March 11, 2007
ATLANTA – Georgia Tech earned a bid to the NCAA Men’s Basketball Championship on Sunday, drawing a No. 10 seed in the Midwest Region and a first-round date Friday, Mar. 16, at 12:25 p.m. Eastern time against seventh-seeded UNLV in the United Center in Chicago, Ill.
The Yellow Jackets are in the NCAA Tournament for the fourth time in seven seasons under head coach Paul Hewitt and the 14th time since 1985. The winner of the Tech-UNLV game will meet the winner of No. 2 seed Wisconsin and No. 15 Texas A&M Corpus Christi, which tips off 30 minutes following the Tech-UNLV game, on Sunday, and the survivor of that game advances to the Midwest Regional in St. Louis on Mar. 23 and 25.
Other games in Chicago Friday are top-seeded Kansas against Florida A&M or Niagara (7:10 p.m. Eastern), who play Tuesday in Dayton, Ohio for the right to meet the Jayhawks Friday, and Kentucky vs. Villanova. The survivor of that group will advance to the West Regional in San Jose, Calif., on Mar. 22 and 24.
Game times for Sunday will be announced after Friday’s games are over.
The other four teams in the Midwest Region are No. 6 seed Notre Dame playing No. 11 Winthrop and No. 3 Oregon facing No. 14 Miami (Ohio), who begin play Friday in Spokane, Wash.
Tech is 20-11 overall, 8-8 in the ACC, having won seven of 10 games since the beginning of February.

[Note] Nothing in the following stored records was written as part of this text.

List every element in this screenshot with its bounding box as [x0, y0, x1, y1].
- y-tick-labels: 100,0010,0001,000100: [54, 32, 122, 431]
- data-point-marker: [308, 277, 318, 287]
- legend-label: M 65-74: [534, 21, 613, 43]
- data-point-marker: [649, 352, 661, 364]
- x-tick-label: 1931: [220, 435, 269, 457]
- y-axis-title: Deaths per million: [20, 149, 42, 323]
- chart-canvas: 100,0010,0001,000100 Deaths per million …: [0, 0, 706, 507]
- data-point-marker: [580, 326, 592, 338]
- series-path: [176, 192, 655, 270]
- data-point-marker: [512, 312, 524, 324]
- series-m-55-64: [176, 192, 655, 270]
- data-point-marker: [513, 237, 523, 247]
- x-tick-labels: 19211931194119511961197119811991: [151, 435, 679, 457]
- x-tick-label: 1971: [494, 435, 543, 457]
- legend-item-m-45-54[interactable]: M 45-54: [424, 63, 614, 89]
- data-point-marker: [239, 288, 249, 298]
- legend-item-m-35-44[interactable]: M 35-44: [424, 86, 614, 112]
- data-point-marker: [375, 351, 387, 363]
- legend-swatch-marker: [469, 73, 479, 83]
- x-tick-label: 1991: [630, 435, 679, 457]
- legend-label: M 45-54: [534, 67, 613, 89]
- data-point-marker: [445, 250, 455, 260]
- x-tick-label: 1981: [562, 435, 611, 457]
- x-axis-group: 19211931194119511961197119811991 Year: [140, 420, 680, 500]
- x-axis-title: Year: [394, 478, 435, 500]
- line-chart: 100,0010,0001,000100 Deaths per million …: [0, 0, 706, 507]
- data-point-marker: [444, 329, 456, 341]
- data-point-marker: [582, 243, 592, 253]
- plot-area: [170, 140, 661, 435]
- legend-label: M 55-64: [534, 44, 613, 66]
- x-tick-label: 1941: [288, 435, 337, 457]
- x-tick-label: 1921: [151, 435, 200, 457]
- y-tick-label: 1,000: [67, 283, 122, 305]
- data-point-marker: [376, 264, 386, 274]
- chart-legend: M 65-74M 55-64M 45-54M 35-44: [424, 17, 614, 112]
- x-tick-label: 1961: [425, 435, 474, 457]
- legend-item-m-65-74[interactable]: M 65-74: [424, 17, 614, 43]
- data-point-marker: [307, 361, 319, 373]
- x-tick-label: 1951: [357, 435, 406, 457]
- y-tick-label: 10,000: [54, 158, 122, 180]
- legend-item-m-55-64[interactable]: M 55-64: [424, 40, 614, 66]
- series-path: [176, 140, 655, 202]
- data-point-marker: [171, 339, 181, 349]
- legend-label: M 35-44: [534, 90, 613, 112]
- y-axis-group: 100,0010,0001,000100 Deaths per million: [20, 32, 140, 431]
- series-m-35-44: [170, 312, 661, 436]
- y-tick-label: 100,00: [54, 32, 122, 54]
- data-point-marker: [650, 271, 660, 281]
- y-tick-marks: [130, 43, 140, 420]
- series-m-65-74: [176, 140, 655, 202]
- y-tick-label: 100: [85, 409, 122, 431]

That includes a 6-2 mark in the second half of the ACC schedule, the most dramatic turnaround for the Yellow Jackets since the 2001-02 team finished 7-9 in the conference after an 0-7 start. The Yellow Jackets’ overall mark is a nine-win improvement over last year’s record and identical at this point to that of the 2004-05 team that reached the finals of the ACC Tournament and the second round of the NCAA Tournament.
Tech finished the regular season with victories over eighth-ranked North Carolina (84-77) and Boston College (74-60) last week before dropping a 114-112 double-overtime decision to Wake Forest in the first round of the ACC Tournament in Tampa, Fla. The Yellow Jackets have 20 overall wins for the third time in the last four years and the 12th time in Tech history.

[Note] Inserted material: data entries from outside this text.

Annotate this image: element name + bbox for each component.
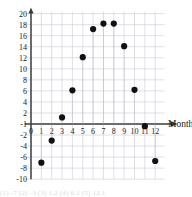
x-tick-label: 10 bbox=[131, 127, 139, 136]
data-point bbox=[38, 160, 44, 166]
chart-canvas: -10-8-6-4-22468101214161820-1 0123456789… bbox=[0, 0, 192, 197]
x-tick-label: 9 bbox=[122, 127, 126, 136]
y-tick-label: 4 bbox=[23, 98, 27, 107]
y-tick-label: -4 bbox=[20, 142, 27, 151]
x-tick-label: 8 bbox=[112, 127, 116, 136]
clipped-footer-text: (1) -7 (2) -3 (3) 1.2 (4) 6.1 (5) 12.1 bbox=[0, 189, 192, 197]
y-tick-label: 16 bbox=[19, 32, 27, 41]
y-tick-label: -8 bbox=[20, 164, 27, 173]
y-tick-label: 12 bbox=[19, 54, 27, 63]
y-tick-label: 2 bbox=[23, 109, 27, 118]
x-tick-label: 4 bbox=[70, 127, 74, 136]
data-point bbox=[142, 123, 148, 129]
x-tick-label: 6 bbox=[91, 127, 95, 136]
data-point bbox=[121, 43, 127, 49]
y-tick-label: -10 bbox=[16, 175, 27, 184]
scatter-chart: -10-8-6-4-22468101214161820-1 0123456789… bbox=[0, 0, 192, 197]
data-point bbox=[80, 54, 86, 60]
data-point bbox=[69, 87, 75, 93]
y-tick-label: 14 bbox=[19, 43, 27, 52]
data-point bbox=[100, 20, 106, 26]
y-tick-label: 10 bbox=[19, 65, 27, 74]
x-tick-label: 0 bbox=[29, 127, 33, 136]
data-points bbox=[38, 20, 158, 165]
x-tick-label: 3 bbox=[60, 127, 64, 136]
y-tick-label: -6 bbox=[20, 153, 27, 162]
data-point bbox=[152, 158, 158, 164]
data-point bbox=[49, 137, 55, 143]
axes bbox=[25, 8, 178, 180]
y-tick-label: 18 bbox=[19, 21, 27, 30]
x-axis-title: Month bbox=[168, 119, 192, 129]
y-tick-label: 8 bbox=[23, 76, 27, 85]
data-point bbox=[131, 87, 137, 93]
data-point bbox=[111, 20, 117, 26]
y-tick-label: -2 bbox=[20, 131, 27, 140]
gridlines bbox=[25, 12, 165, 180]
x-tick-label: 7 bbox=[101, 127, 105, 136]
x-axis-tick-labels: 0123456789101112 bbox=[29, 127, 159, 136]
y-tick-label: 6 bbox=[23, 87, 27, 96]
y-axis-arrow bbox=[28, 8, 33, 14]
x-tick-label: 5 bbox=[81, 127, 85, 136]
data-point bbox=[90, 26, 96, 32]
y-axis-origin-label: -1 bbox=[20, 120, 27, 129]
data-point bbox=[59, 114, 65, 120]
y-tick-label: 20 bbox=[19, 10, 27, 19]
y-axis-tick-labels: -10-8-6-4-22468101214161820-1 bbox=[16, 10, 27, 185]
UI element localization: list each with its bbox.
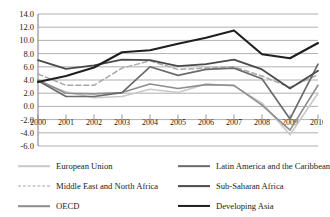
y-axis-tick-label: 8.0 (23, 49, 34, 59)
legend-swatch-latin-america-and-the-caribbean (178, 161, 210, 171)
legend-label-sub-saharan-africa: Sub-Saharan Africa (216, 181, 284, 191)
chart-svg: -6.0-4.0-2.00.02.04.06.08.010.012.014.0 … (0, 0, 323, 155)
legend-label-middle-east-and-north-africa: Middle East and North Africa (56, 181, 158, 191)
legend-item-sub-saharan-africa: Sub-Saharan Africa (178, 176, 323, 196)
legend-swatch-oecd (18, 201, 50, 211)
y-axis-tick-label: 4.0 (23, 75, 34, 85)
x-axis-tick-label: 2006 (198, 118, 214, 127)
legend-item-european-union: European Union (18, 156, 178, 176)
y-axis-tick-label: 10.0 (19, 35, 34, 45)
x-axis-tick-label: 2007 (226, 118, 242, 127)
legend-item-middle-east-and-north-africa: Middle East and North Africa (18, 176, 178, 196)
legend-swatch-european-union (18, 161, 50, 171)
legend-column-right: Latin America and the Caribbean Sub-Saha… (178, 156, 323, 216)
legend-label-european-union: European Union (56, 161, 113, 171)
legend-swatch-sub-saharan-africa (178, 181, 210, 191)
plot-area: -6.0-4.0-2.00.02.04.06.08.010.012.014.0 … (0, 0, 323, 155)
legend-column-left: European Union Middle East and North Afr… (18, 156, 178, 216)
legend-item-oecd: OECD (18, 196, 178, 216)
chart-legend: European Union Middle East and North Afr… (0, 156, 323, 217)
y-axis-tick-label: 0.0 (23, 101, 34, 111)
x-axis-tick-label: 2001 (58, 118, 74, 127)
y-axis-tick-label: -6.0 (21, 141, 34, 151)
series-line-middle-east-and-north-africa (38, 61, 318, 87)
series-line-developing-asia (38, 31, 318, 82)
x-axis-tick-label: 2008 (254, 118, 270, 127)
series-line-sub-saharan-africa (38, 60, 318, 89)
y-axis-tick-label: 14.0 (19, 9, 34, 19)
legend-label-oecd: OECD (56, 201, 79, 211)
legend-item-developing-asia: Developing Asia (178, 196, 323, 216)
legend-label-latin-america-and-the-caribbean: Latin America and the Caribbean (216, 161, 330, 171)
y-axis-tick-label: 12.0 (19, 22, 34, 32)
x-axis-tick-label: 2003 (114, 118, 130, 127)
y-axis-tick-label: 6.0 (23, 62, 34, 72)
y-axis-tick-label: 2.0 (23, 88, 34, 98)
legend-swatch-middle-east-and-north-africa (18, 181, 50, 191)
legend-item-latin-america-and-the-caribbean: Latin America and the Caribbean (178, 156, 323, 176)
x-axis-tick-label: 2004 (142, 118, 158, 127)
y-axis-tick-label: -4.0 (21, 128, 34, 138)
x-axis-tick-label: 2005 (170, 118, 186, 127)
legend-label-developing-asia: Developing Asia (216, 201, 274, 211)
legend-swatch-developing-asia (178, 201, 210, 211)
x-axis-tick-label: 2010 (310, 118, 323, 127)
x-axis-tick-label: 2002 (86, 118, 102, 127)
y-axis-tick-labels: -6.0-4.0-2.00.02.04.06.08.010.012.014.0 (19, 9, 34, 151)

UNLV, 28-6 overall and ranked No. 25, won the Mountain West Conference championship after finishing second to Brigham Young in the regular season with a 12-4 conference mark. Third-ranked Wisconsin (29-5 overall) finished second in the Big Ten regular season race with a 13-3 record and lost to Ohio State in the Big Ten Tournament championship game. Texas A&M-Corpus Christi (26-6 overall) won the Southland Conference championship over Northwestern State after winning the West Division with a 14-2 conference record.

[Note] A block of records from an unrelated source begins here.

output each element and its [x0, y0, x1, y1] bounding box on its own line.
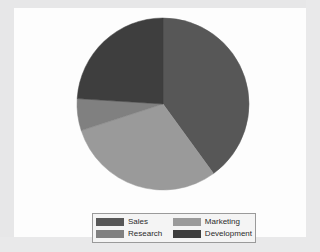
- page-margin-top: [0, 0, 320, 8]
- page-margin-right: [306, 0, 320, 252]
- pie-slice-group: [77, 18, 249, 190]
- legend-swatch-development: [173, 230, 201, 238]
- legend-label-development: Development: [205, 230, 252, 238]
- legend-label-marketing: Marketing: [205, 218, 240, 226]
- legend-label-research: Research: [128, 230, 162, 238]
- legend-label-sales: Sales: [128, 218, 148, 226]
- legend-item-development[interactable]: Development: [173, 228, 252, 240]
- legend-swatch-research: [96, 230, 124, 238]
- chart-legend: Sales Marketing Research Development: [92, 213, 256, 243]
- chart-panel: Sales Marketing Research Development: [14, 8, 306, 237]
- legend-item-sales[interactable]: Sales: [96, 216, 173, 228]
- pie-chart: [14, 8, 306, 237]
- legend-item-marketing[interactable]: Marketing: [173, 216, 252, 228]
- page-margin-left: [0, 0, 14, 252]
- legend-swatch-sales: [96, 218, 124, 226]
- legend-item-research[interactable]: Research: [96, 228, 173, 240]
- pie-slice-development[interactable]: [77, 18, 163, 104]
- chart-page: Sales Marketing Research Development: [0, 0, 320, 252]
- legend-swatch-marketing: [173, 218, 201, 226]
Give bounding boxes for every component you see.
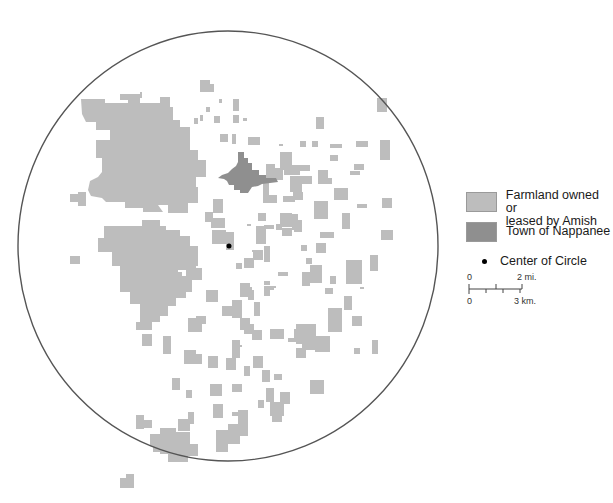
farmland-parcel	[233, 115, 239, 123]
farmland-parcel	[233, 99, 239, 111]
farmland-parcel	[262, 370, 270, 382]
farmland-parcel	[232, 384, 242, 392]
farmland-parcel	[296, 348, 306, 358]
farmland-parcel	[81, 94, 206, 213]
farmland-parcel	[226, 358, 236, 370]
farmland-parcel	[238, 345, 242, 347]
farmland-parcel	[232, 134, 236, 144]
farmland-parcel	[325, 288, 333, 294]
farmland-parcel	[253, 356, 263, 368]
farmland-parcel	[354, 348, 360, 354]
legend-item-town: Town of Nappanee	[466, 222, 610, 242]
farmland-parcel	[290, 184, 302, 192]
farmland-parcel	[266, 388, 274, 402]
farmland-parcel	[196, 354, 202, 364]
farmland-parcel	[357, 204, 367, 208]
farmland-parcel	[210, 384, 222, 396]
farmland-parcel	[310, 265, 322, 283]
farmland-parcel	[126, 474, 134, 482]
farmland-parcel	[294, 329, 300, 341]
scale-bar	[469, 284, 522, 294]
farmland-parcel	[254, 302, 260, 316]
farmland-parcel	[342, 213, 350, 229]
farmland-parcel	[252, 250, 256, 252]
farmland-parcel	[279, 144, 283, 146]
legend-town-label: Town of Nappanee	[506, 225, 610, 238]
farmland-parcel	[240, 318, 250, 330]
scale-miles-zero: 0	[467, 272, 472, 282]
farmland-parcel	[243, 118, 247, 121]
farmland-parcel	[136, 415, 144, 429]
farmland-parcel	[263, 195, 277, 203]
farmland-parcel	[330, 155, 338, 161]
farmland-parcel	[316, 243, 326, 253]
farmland-parcel	[300, 165, 310, 171]
legend-center-label: Center of Circle	[500, 255, 587, 268]
farmland-parcel	[272, 412, 282, 422]
farmland-parcel	[200, 80, 214, 92]
farmland-parcel	[312, 141, 318, 147]
farmland-parcel	[264, 281, 270, 285]
farmland-parcel	[252, 330, 262, 340]
farmland-parcel	[354, 164, 364, 170]
farmland-parcel	[163, 336, 171, 354]
farmland-parcel	[306, 258, 312, 264]
farmland-parcel	[196, 316, 206, 324]
farmland-parcel	[232, 340, 240, 358]
farmland-parcel	[300, 141, 306, 147]
legend-item-center: Center of Circle	[466, 255, 587, 268]
farmland-parcel	[350, 171, 360, 175]
farmland-parcel	[206, 107, 210, 112]
farmland-parcel	[320, 232, 334, 238]
farmland-parcel	[213, 199, 223, 213]
farmland-parcel	[316, 117, 324, 129]
farmland-parcel	[244, 258, 254, 268]
farmland-swatch-icon	[466, 192, 497, 212]
farmland-parcel	[120, 94, 132, 100]
farmland-parcel	[302, 272, 310, 286]
farmland-parcel	[326, 178, 332, 184]
farmland-parcel	[220, 134, 228, 142]
farmland-parcel	[314, 201, 328, 219]
center-dot-icon	[482, 259, 487, 264]
farmland-parcel	[293, 192, 303, 200]
farmland-parcel	[172, 378, 180, 390]
farmland-parcel	[248, 290, 254, 300]
scale-km-zero: 0	[467, 296, 472, 306]
farmland-parcel	[258, 213, 266, 221]
farmland-parcel	[310, 380, 324, 394]
farmland-parcel	[268, 286, 274, 290]
farmland-parcel	[194, 118, 198, 124]
legend-farmland-label-line1: Farmland owned or	[506, 189, 613, 215]
farmland-parcel	[200, 115, 203, 121]
farmland-parcel	[70, 256, 80, 264]
farmland-parcel	[372, 340, 378, 354]
farmland-parcel	[334, 188, 348, 200]
farmland-map	[0, 0, 613, 503]
town-swatch-icon	[466, 222, 497, 242]
farmland-parcel	[247, 224, 251, 226]
farmland-parcel	[144, 308, 154, 320]
farmland-parcel	[282, 228, 292, 236]
farmland-parcel	[244, 366, 250, 376]
farmland-parcel	[315, 336, 330, 352]
farmland-parcel	[270, 329, 284, 339]
farmland-parcel	[188, 412, 194, 424]
farmland-parcel	[214, 116, 220, 123]
farmland-parcel	[211, 218, 225, 228]
farmland-parcel	[370, 255, 378, 271]
farmland-parcel	[264, 246, 270, 262]
farmland-parcel	[292, 214, 298, 220]
farmland-parcel	[382, 198, 392, 208]
farmland-parcel	[330, 276, 336, 284]
farmland-parcel	[278, 272, 288, 276]
farmland-parcel	[361, 141, 363, 143]
farmland-parcel	[380, 140, 390, 160]
farmland-parcels	[70, 80, 393, 488]
center-of-circle-marker	[227, 244, 232, 249]
farmland-parcel	[236, 263, 242, 269]
farmland-parcel	[301, 245, 307, 251]
farmland-parcel	[328, 308, 342, 332]
farmland-parcel	[312, 343, 316, 345]
farmland-parcel	[330, 144, 342, 148]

The Tech-UNLV contest is a rematch of the 1990 national semifinals that the Runnin’ Rebels won 90-81 in Denver, Colo., the only previous meeting between the two teams.
Tech is 6-7 vs. teams in this year’s NCAA Tournament, including a 3-2 record against non-ACC teams. The Yellow Jackets enter the tournament with their lowest seed in 15 appearances, never having been lower than a No. 8 seed before.
Tech in the NCAA Tournament
Georgia Tech is playing in the NCAA Tournament for the fourth time in the seven years under head coach Paul Hewitt and 15th in the history of the program. Fourteen of those appearances have occurred since 1985.
The 2004 and 2005 appearances were the Yellow Jackets’ first back-to-back appearances since Bobby Cremins led the Institute to the Big Dance nine straight years from 1985-93.
Tech has a record of 22-14 in NCAA Tournament play, highlighted by its 2004 trip to the NCAA title game as well as a Final Four berth in 1990. The Yellow Jackets have reached the NCAA Sweet 16 seven times (1960, 1985, 1986, 1990, 1992, 1996, 2004).
Georgia Tech has won at least one game in 10 of its 14 NCAA Tournament appearances.
This is the sixth time the Yellow Jackets have been assigned to the Midwest Region, where Tech has an 8-5 record and advanced through to the Final Four in 2004.
Series vs. NCAA Opponents in Chicago
> Georgia Tech and Nevada Las Vegas have met once before, that coming in the 1990 National Semifinals in Denver, Colo. The Runnin’ Rebels under coach Jerry Tarkanian defeated the Yellow Jackets, 90-81, and went on to defeat Duke in the finals.
> Tech and Wisconsin have met twice before (1-1), most recently in the 2001 ACC-Big Ten Challenge in Atlanta when the Yellow Jackets rallied from a 20-point deficit to win, 62-61. The Badgers won the other meeting in 1963 in Milwaukee, 104-84. The Jackets have never met Texas A&M-Corpus Christi.